Just the other day I was writing about American pagans tying themselves to ancestral European ethnic paganisms. I expressed skepticism. Surely cultural heritage belongs (mostly?) to the people whose own national heritage it is. More, anyway, than to the people whose ancestral heritage it is. (If you’re not following that summary, this is not the topic for you.)
After making this argument for many years now, as soon as I took the time to write about it, even so superficially, I came across an obvious counter-argument. Here’s a link to Tom Rowsell, talking about how replacement populations appropriate and re-name local features.
“Anglo-Saxon pagans appropriated the Celtic burial mounds and Bronze age burial mounds in a new religious context, using them to bury their own dead and also for meeting places. The Christians later adapted these burial places for yet another context, as an execution ground and a designated haunt of devils and demons. Pagans today often worship at Neolithic monuments in an anachronistic way quite incongruous with their original purpose, but this does not make it less authentic paganism when we consider how historic pagans themselves appropriated monuments of other peoples for their own purposes.“
- Tom Rowsell, Sacred Land – Pagan perspectives on barrows and ruins, at Survive the Jive on YouTube (Feb. 12, 2019), visited Feb. 26, 2019.
The example is not perfect, though. Rowsell’s discussion centers on appropriating and renaming barrows, without distinguishing between cases where the place is appropriated because the invaders have buried their own dead there, and other cases.
As I write about this subject I’m trying to avoid making a direct connection to old Nazi blood and soil arguments. Very difficult because these ideas are the same at base. I often hear objections from modern pagans that they’re different, and that’s what I’m exploring. Are they really?
Before I started studying any of this, my framework was the story in 2 Kings 17. This is how I expected paganism would work when transplanted to a new land. (Yes, I had a Christian education.)
24 The king of Assyria brought people from Babylon, Kuthah, Avva, Hamath and Sepharvaim and settled them in the towns of Samaria to replace the Israelites. They took over Samaria and lived in its towns. 25 When they first lived there, they did not worship the Lord; so he sent lions among them and they killed some of the people. 26 It was reported to the king of Assyria: “The people you deported and resettled in the towns of Samaria do not know what the god of that country requires. He has sent lions among them, which are killing them off, because the people do not know what he requires.” 27 Then the king of Assyria gave this order: “Have one of the priests you took captive from Samaria go back to live there and teach the people what the god of the land requires.” 28 So one of the priests who had been exiled from Samaria came to live in Bethel and taught them how to worship the Lord. 29 Nevertheless, each national group made its own gods in the several towns where they settled, and set them up in the shrines the people of Samaria had made at the high places.
“Teach the people what the god of the land requires.” That’s how it seemed like it should work, and I wonder if perhaps Rowsell’s discourse on barrows just doesn’t range far enough.
My thought is that every pagan nomadic people faces this same dilemma. You have your own ethnic gods, who are your ancestral gods as well as your own deified ancestors. Then you also have the gods of the land, who unknown unless you can learn something about them from neighboring people.
This, by the way, is why there are always two tribes of gods. The Olympians and the Titans. The Aesir and the Vanir. It’s not that there has been some sort of conquest. It’s that by definition there have to be two types of gods. As far as I know this idea is unique to me. I haven’t convinced anyone else yet that generations of scholarship on this issue is pure bunk.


**What is needed:** Images in the data are to be skipped, while every line is restated exactly as written.

**Exercise materials:**
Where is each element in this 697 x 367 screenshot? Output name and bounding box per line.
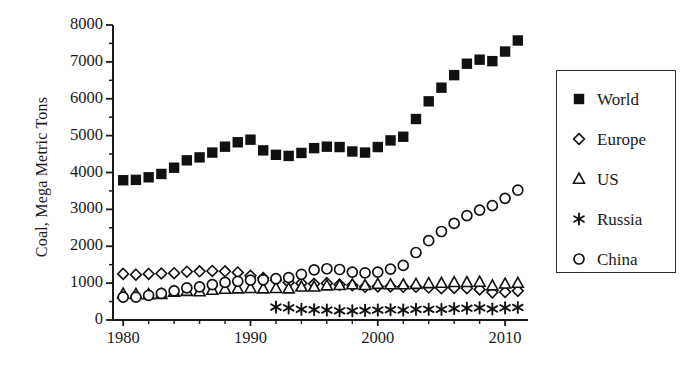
marker-filled-square	[487, 56, 497, 66]
marker-diamond	[207, 266, 218, 277]
marker-circle	[182, 283, 192, 293]
marker-filled-square	[411, 114, 421, 124]
legend-item-label: US	[597, 171, 619, 188]
marker-diamond	[156, 268, 167, 279]
marker-diamond	[574, 134, 585, 145]
marker-circle	[131, 292, 141, 302]
marker-filled-square	[322, 141, 332, 151]
legend-item-world[interactable]: World	[570, 90, 639, 108]
marker-filled-square	[449, 70, 459, 80]
marker-triangle	[487, 280, 498, 290]
y-tick-label: 0	[51, 311, 103, 328]
marker-circle	[487, 201, 497, 211]
y-axis-title: Coal, Mega Metric Tons	[33, 47, 51, 307]
marker-circle	[195, 282, 205, 292]
marker-circle	[347, 267, 357, 277]
marker-filled-square	[462, 59, 472, 69]
marker-filled-square	[574, 94, 584, 104]
marker-circle	[386, 264, 396, 274]
marker-diamond	[131, 269, 142, 280]
marker-filled-square	[347, 146, 357, 156]
marker-circle	[475, 205, 485, 215]
y-tick-label: 5000	[51, 127, 103, 144]
marker-filled-square	[220, 141, 230, 151]
marker-triangle	[449, 277, 460, 287]
marker-triangle	[573, 173, 584, 183]
marker-circle	[373, 267, 383, 277]
marker-circle	[436, 227, 446, 237]
marker-triangle	[423, 278, 434, 288]
series-russia	[271, 301, 523, 316]
y-tick-label: 2000	[51, 237, 103, 254]
marker-diamond	[143, 269, 154, 280]
marker-filled-square	[398, 132, 408, 142]
legend-marker-triangle-icon	[570, 170, 588, 188]
marker-diamond	[220, 266, 231, 277]
y-tick-label: 1000	[51, 274, 103, 291]
marker-filled-square	[207, 147, 217, 157]
y-tick-label: 7000	[51, 53, 103, 70]
marker-circle	[207, 280, 217, 290]
legend-item-label: China	[597, 251, 638, 268]
legend-item-label: Europe	[597, 131, 646, 148]
marker-circle	[360, 268, 370, 278]
legend-item-china[interactable]: China	[570, 250, 638, 268]
marker-circle	[322, 264, 332, 274]
marker-circle	[118, 292, 128, 302]
marker-triangle	[410, 278, 421, 288]
marker-circle	[271, 274, 281, 284]
marker-filled-square	[309, 143, 319, 153]
series-world	[118, 35, 523, 185]
marker-triangle	[398, 279, 409, 289]
marker-circle	[245, 275, 255, 285]
x-tick-label: 1980	[93, 330, 153, 347]
marker-filled-square	[131, 175, 141, 185]
x-tick-label: 2010	[475, 330, 535, 347]
marker-filled-square	[385, 135, 395, 145]
marker-filled-square	[258, 145, 268, 155]
marker-circle	[220, 277, 230, 287]
legend-item-label: Russia	[597, 211, 642, 228]
marker-circle	[574, 254, 584, 264]
marker-circle	[144, 290, 154, 300]
legend-item-europe[interactable]: Europe	[570, 130, 646, 148]
marker-triangle	[372, 278, 383, 288]
marker-filled-square	[169, 163, 179, 173]
marker-diamond	[194, 266, 205, 277]
marker-filled-square	[245, 134, 255, 144]
legend-marker-asterisk-icon	[570, 210, 588, 228]
marker-filled-square	[118, 175, 128, 185]
marker-filled-square	[156, 169, 166, 179]
marker-circle	[449, 218, 459, 228]
marker-diamond	[169, 268, 180, 279]
y-tick-label: 8000	[51, 16, 103, 33]
marker-triangle	[500, 278, 511, 288]
marker-filled-square	[373, 142, 383, 152]
marker-filled-square	[474, 54, 484, 64]
marker-circle	[233, 276, 243, 286]
coal-production-chart: Coal, Mega Metric Tons 01000200030004000…	[0, 0, 697, 367]
legend-item-russia[interactable]: Russia	[570, 210, 642, 228]
marker-circle	[462, 211, 472, 221]
marker-filled-square	[334, 142, 344, 152]
legend-marker-circle-icon	[570, 250, 588, 268]
marker-filled-square	[513, 35, 523, 45]
marker-filled-square	[143, 172, 153, 182]
y-tick-label: 4000	[51, 164, 103, 181]
marker-diamond	[118, 269, 129, 280]
x-tick-label: 1990	[220, 330, 280, 347]
marker-filled-square	[424, 96, 434, 106]
legend-item-us[interactable]: US	[570, 170, 619, 188]
marker-filled-square	[296, 148, 306, 158]
marker-circle	[513, 185, 523, 195]
legend-marker-diamond-icon	[570, 130, 588, 148]
marker-filled-square	[360, 147, 370, 157]
marker-filled-square	[283, 151, 293, 161]
marker-triangle	[512, 277, 523, 287]
marker-circle	[411, 248, 421, 258]
marker-filled-square	[500, 46, 510, 56]
marker-circle	[169, 286, 179, 296]
marker-circle	[500, 193, 510, 203]
marker-triangle	[474, 276, 485, 286]
legend-marker-filled-square-icon	[570, 90, 588, 108]
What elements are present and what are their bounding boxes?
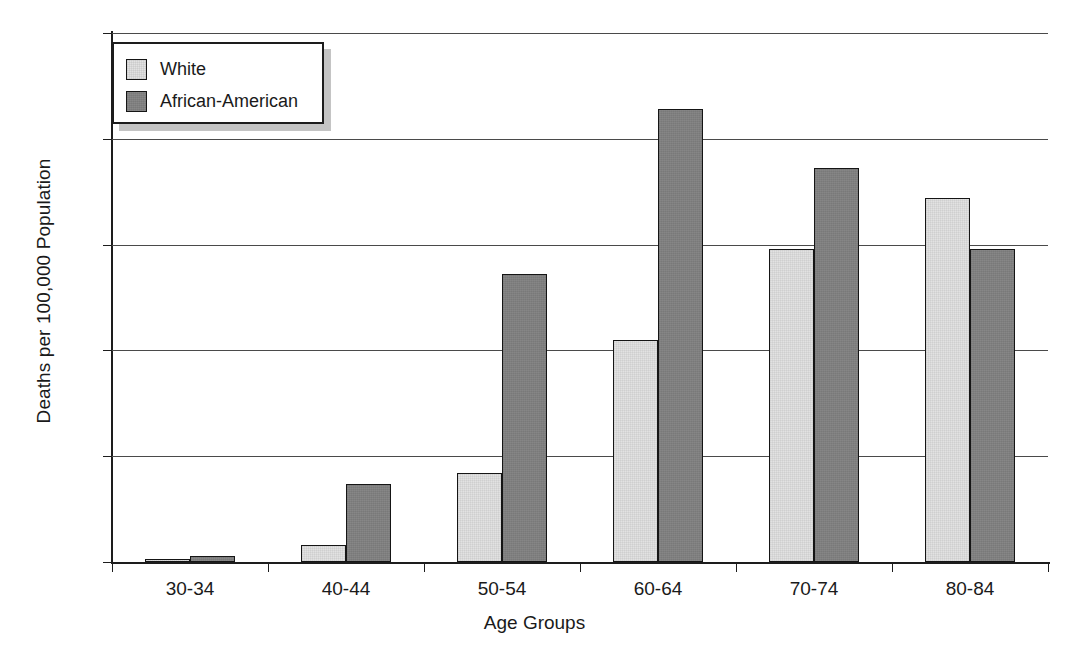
x-tick-label: 70-74 bbox=[736, 578, 892, 600]
x-tick-label: 50-54 bbox=[424, 578, 580, 600]
y-tick-mark bbox=[103, 139, 112, 140]
y-tick-mark bbox=[103, 33, 112, 34]
x-tick-label: 30-34 bbox=[112, 578, 268, 600]
bar bbox=[190, 556, 235, 562]
x-tick-label: 60-64 bbox=[580, 578, 736, 600]
gridline bbox=[112, 139, 1048, 140]
bar bbox=[814, 168, 859, 562]
x-tick-mark bbox=[736, 563, 737, 572]
legend-item: African-American bbox=[126, 85, 322, 117]
legend-label: White bbox=[160, 60, 206, 78]
gridline bbox=[112, 245, 1048, 246]
y-tick-mark bbox=[103, 456, 112, 457]
bar bbox=[769, 249, 814, 562]
bar bbox=[502, 274, 547, 562]
x-tick-label: 40-44 bbox=[268, 578, 424, 600]
gridline bbox=[112, 33, 1048, 34]
legend-label: African-American bbox=[160, 92, 298, 110]
bar bbox=[457, 473, 502, 562]
x-axis-title: Age Groups bbox=[0, 612, 1069, 634]
bar-chart-figure: Deaths per 100,000 Population 0510152025… bbox=[0, 0, 1069, 650]
legend-item: White bbox=[126, 53, 322, 85]
bar bbox=[301, 545, 346, 562]
legend-swatch-icon bbox=[126, 59, 147, 80]
y-axis-title: Deaths per 100,000 Population bbox=[33, 61, 55, 521]
gridline bbox=[112, 350, 1048, 351]
legend-swatch-icon bbox=[126, 91, 147, 112]
bar bbox=[970, 249, 1015, 562]
bar bbox=[145, 559, 190, 562]
x-tick-label: 80-84 bbox=[892, 578, 1048, 600]
bar bbox=[346, 484, 391, 562]
y-tick-mark bbox=[103, 245, 112, 246]
bar bbox=[658, 109, 703, 562]
legend: WhiteAfrican-American bbox=[112, 42, 328, 128]
legend-box: WhiteAfrican-American bbox=[112, 42, 324, 124]
bar bbox=[925, 198, 970, 562]
x-tick-mark bbox=[1048, 563, 1049, 572]
y-tick-mark bbox=[103, 350, 112, 351]
bar bbox=[613, 340, 658, 562]
y-tick-mark bbox=[103, 562, 112, 563]
x-tick-mark bbox=[424, 563, 425, 572]
x-tick-mark bbox=[892, 563, 893, 572]
x-tick-mark bbox=[580, 563, 581, 572]
x-tick-mark bbox=[268, 563, 269, 572]
x-tick-mark bbox=[112, 563, 113, 572]
gridline bbox=[112, 456, 1048, 457]
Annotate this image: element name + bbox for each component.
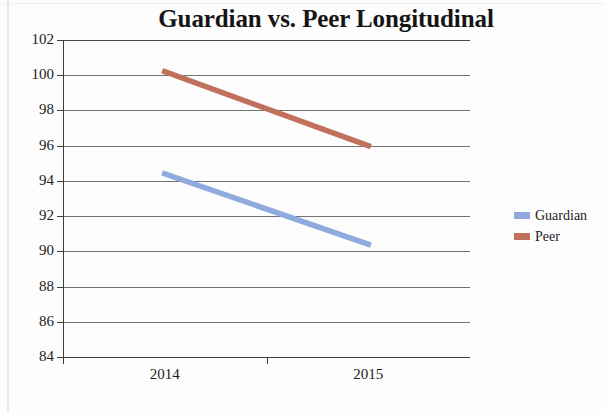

**Result of the task:**
Where is each element in this 697 x 367 screenshot? Output name and bounding box per line.
marker-filled-square	[487, 56, 497, 66]
marker-diamond	[207, 266, 218, 277]
marker-circle	[182, 283, 192, 293]
marker-filled-square	[411, 114, 421, 124]
legend-item-label: US	[597, 171, 619, 188]
marker-diamond	[156, 268, 167, 279]
marker-diamond	[574, 134, 585, 145]
marker-circle	[131, 292, 141, 302]
marker-filled-square	[322, 141, 332, 151]
legend-item-world[interactable]: World	[570, 90, 639, 108]
marker-filled-square	[449, 70, 459, 80]
marker-triangle	[487, 280, 498, 290]
y-tick-label: 0	[51, 311, 103, 328]
marker-circle	[487, 201, 497, 211]
y-axis-title: Coal, Mega Metric Tons	[33, 47, 51, 307]
marker-circle	[195, 282, 205, 292]
marker-circle	[347, 267, 357, 277]
marker-filled-square	[462, 59, 472, 69]
marker-filled-square	[574, 94, 584, 104]
marker-circle	[386, 264, 396, 274]
marker-diamond	[131, 269, 142, 280]
marker-filled-square	[347, 146, 357, 156]
marker-circle	[475, 205, 485, 215]
y-tick-label: 5000	[51, 127, 103, 144]
marker-filled-square	[220, 141, 230, 151]
marker-triangle	[449, 277, 460, 287]
marker-triangle	[573, 173, 584, 183]
marker-circle	[373, 267, 383, 277]
marker-circle	[436, 227, 446, 237]
marker-triangle	[423, 278, 434, 288]
series-russia	[271, 301, 523, 316]
y-tick-label: 2000	[51, 237, 103, 254]
marker-diamond	[143, 269, 154, 280]
marker-filled-square	[398, 132, 408, 142]
legend-marker-triangle-icon	[570, 170, 588, 188]
marker-diamond	[220, 266, 231, 277]
y-tick-label: 1000	[51, 274, 103, 291]
marker-filled-square	[207, 147, 217, 157]
y-tick-label: 7000	[51, 53, 103, 70]
marker-circle	[207, 280, 217, 290]
legend-item-label: China	[597, 251, 638, 268]
legend-item-label: Europe	[597, 131, 646, 148]
marker-circle	[360, 268, 370, 278]
legend-item-china[interactable]: China	[570, 250, 638, 268]
marker-circle	[322, 264, 332, 274]
marker-circle	[118, 292, 128, 302]
marker-triangle	[410, 278, 421, 288]
marker-circle	[271, 274, 281, 284]
marker-filled-square	[309, 143, 319, 153]
series-world	[118, 35, 523, 185]
marker-triangle	[398, 279, 409, 289]
marker-circle	[245, 275, 255, 285]
x-tick-label: 1980	[93, 330, 153, 347]
marker-filled-square	[131, 175, 141, 185]
x-tick-label: 2010	[475, 330, 535, 347]
marker-filled-square	[385, 135, 395, 145]
marker-filled-square	[258, 145, 268, 155]
marker-circle	[220, 277, 230, 287]
legend-item-label: Russia	[597, 211, 642, 228]
marker-circle	[574, 254, 584, 264]
marker-circle	[144, 290, 154, 300]
legend-item-europe[interactable]: Europe	[570, 130, 646, 148]
marker-triangle	[372, 278, 383, 288]
marker-filled-square	[169, 163, 179, 173]
marker-diamond	[194, 266, 205, 277]
marker-filled-square	[245, 134, 255, 144]
legend-marker-asterisk-icon	[570, 210, 588, 228]
marker-filled-square	[118, 175, 128, 185]
marker-filled-square	[156, 169, 166, 179]
marker-circle	[449, 218, 459, 228]
marker-diamond	[169, 268, 180, 279]
y-tick-label: 8000	[51, 16, 103, 33]
marker-triangle	[500, 278, 511, 288]
marker-filled-square	[373, 142, 383, 152]
marker-filled-square	[474, 54, 484, 64]
marker-circle	[233, 276, 243, 286]
coal-production-chart: Coal, Mega Metric Tons 01000200030004000…	[0, 0, 697, 367]
legend-item-russia[interactable]: Russia	[570, 210, 642, 228]
marker-circle	[462, 211, 472, 221]
marker-filled-square	[334, 142, 344, 152]
legend-marker-circle-icon	[570, 250, 588, 268]
marker-filled-square	[513, 35, 523, 45]
marker-filled-square	[143, 172, 153, 182]
y-tick-label: 4000	[51, 164, 103, 181]
marker-diamond	[118, 269, 129, 280]
x-tick-label: 1990	[220, 330, 280, 347]
marker-filled-square	[424, 96, 434, 106]
legend-item-us[interactable]: US	[570, 170, 619, 188]
marker-filled-square	[296, 148, 306, 158]
marker-circle	[513, 185, 523, 195]
legend-marker-diamond-icon	[570, 130, 588, 148]
marker-filled-square	[360, 147, 370, 157]
marker-filled-square	[283, 151, 293, 161]
marker-triangle	[512, 277, 523, 287]
marker-circle	[411, 248, 421, 258]
marker-filled-square	[500, 46, 510, 56]
marker-circle	[169, 286, 179, 296]
marker-circle	[500, 193, 510, 203]
marker-triangle	[474, 276, 485, 286]
legend-marker-filled-square-icon	[570, 90, 588, 108]
What elements are present and what are their bounding boxes?
x-tick-label: 70-74 bbox=[736, 578, 892, 600]
x-tick-label: 50-54 bbox=[424, 578, 580, 600]
y-tick-mark bbox=[103, 139, 112, 140]
y-tick-mark bbox=[103, 33, 112, 34]
x-tick-label: 30-34 bbox=[112, 578, 268, 600]
bar bbox=[190, 556, 235, 562]
x-tick-label: 60-64 bbox=[580, 578, 736, 600]
gridline bbox=[112, 139, 1048, 140]
bar bbox=[814, 168, 859, 562]
x-tick-mark bbox=[736, 563, 737, 572]
legend-item: African-American bbox=[126, 85, 322, 117]
legend-label: White bbox=[160, 60, 206, 78]
gridline bbox=[112, 245, 1048, 246]
y-tick-mark bbox=[103, 456, 112, 457]
bar bbox=[769, 249, 814, 562]
bar bbox=[502, 274, 547, 562]
x-tick-label: 40-44 bbox=[268, 578, 424, 600]
gridline bbox=[112, 33, 1048, 34]
legend-label: African-American bbox=[160, 92, 298, 110]
bar bbox=[457, 473, 502, 562]
x-axis-title: Age Groups bbox=[0, 612, 1069, 634]
bar-chart-figure: Deaths per 100,000 Population 0510152025… bbox=[0, 0, 1069, 650]
legend-item: White bbox=[126, 53, 322, 85]
bar bbox=[301, 545, 346, 562]
legend-swatch-icon bbox=[126, 59, 147, 80]
y-axis-title: Deaths per 100,000 Population bbox=[33, 61, 55, 521]
gridline bbox=[112, 350, 1048, 351]
legend-swatch-icon bbox=[126, 91, 147, 112]
bar bbox=[970, 249, 1015, 562]
bar bbox=[145, 559, 190, 562]
x-tick-label: 80-84 bbox=[892, 578, 1048, 600]
bar bbox=[346, 484, 391, 562]
y-tick-mark bbox=[103, 245, 112, 246]
bar bbox=[658, 109, 703, 562]
legend: WhiteAfrican-American bbox=[112, 42, 328, 128]
legend-box: WhiteAfrican-American bbox=[112, 42, 324, 124]
bar bbox=[925, 198, 970, 562]
x-tick-mark bbox=[1048, 563, 1049, 572]
y-tick-mark bbox=[103, 350, 112, 351]
bar bbox=[613, 340, 658, 562]
y-tick-mark bbox=[103, 562, 112, 563]
x-tick-mark bbox=[424, 563, 425, 572]
x-tick-mark bbox=[892, 563, 893, 572]
x-tick-mark bbox=[580, 563, 581, 572]
x-tick-mark bbox=[268, 563, 269, 572]
x-tick-mark bbox=[112, 563, 113, 572]
gridline bbox=[112, 456, 1048, 457]
Annotate this image: element name + bbox for each component.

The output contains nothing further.